GNOME, Wayland, and environment variables
GNOME, Wayland, and environment variables
GNOME, Wayland, and environment variables
I expect that the sole effect of this and other breakage of behavior/expectations is that it will slow significantly the Wayland adoption, by making it much harder to try Wayland and alternate its usage with X11, without providing any tangible benefit capable of compensating the cost of delayed adoption. Add that to the fact that X11 is still "good enough" to many users and usage scenarios, and that one major distro has a competing approach (btw, is there a login shell in it?) and be prepared to huge huge fragmentation ahead.
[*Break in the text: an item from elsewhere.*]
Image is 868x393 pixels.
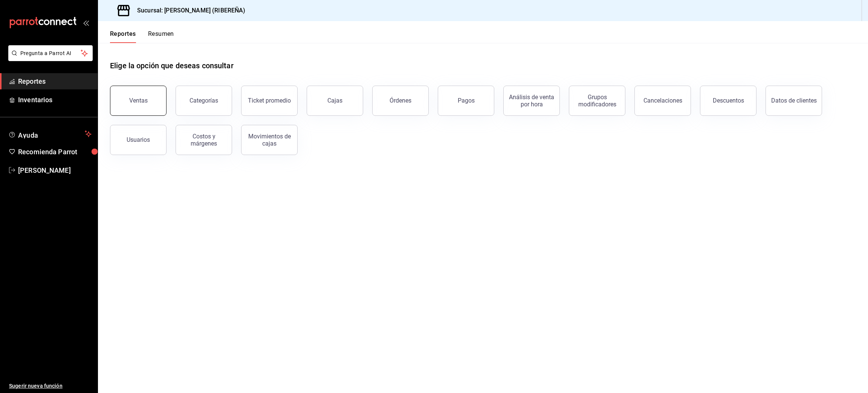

GNOME, Wayland, and environment variables
GNOME, Wayland, and environment variables
GNOME, Wayland, and environment variables
- CentOS
- Debian
- Fedora
- Ubuntu
- Local virtual terminal
- Local X11 session
- Local Wayland session
- Remote SSH session
- From terminal emulator
- From desktop environment launchers
GNOME, Wayland, and environment variables
GNOME, Wayland, and environment variables
GNOME, Wayland, and environment variables
GNOME, Wayland, and environment variables
GNOME, Wayland, and environment variables
GNOME, Wayland, and environment variables
GNOME, Wayland, and environment variables
It looks like systemd 233 (March 2017) did standardize on GNOME, Wayland, and environment variables
~/.config/environment.d/*.conf
. See the environment.d
man page and the discussion that led to the feature on the preliminary PR linked in the article and the followup PR that ultimately landed.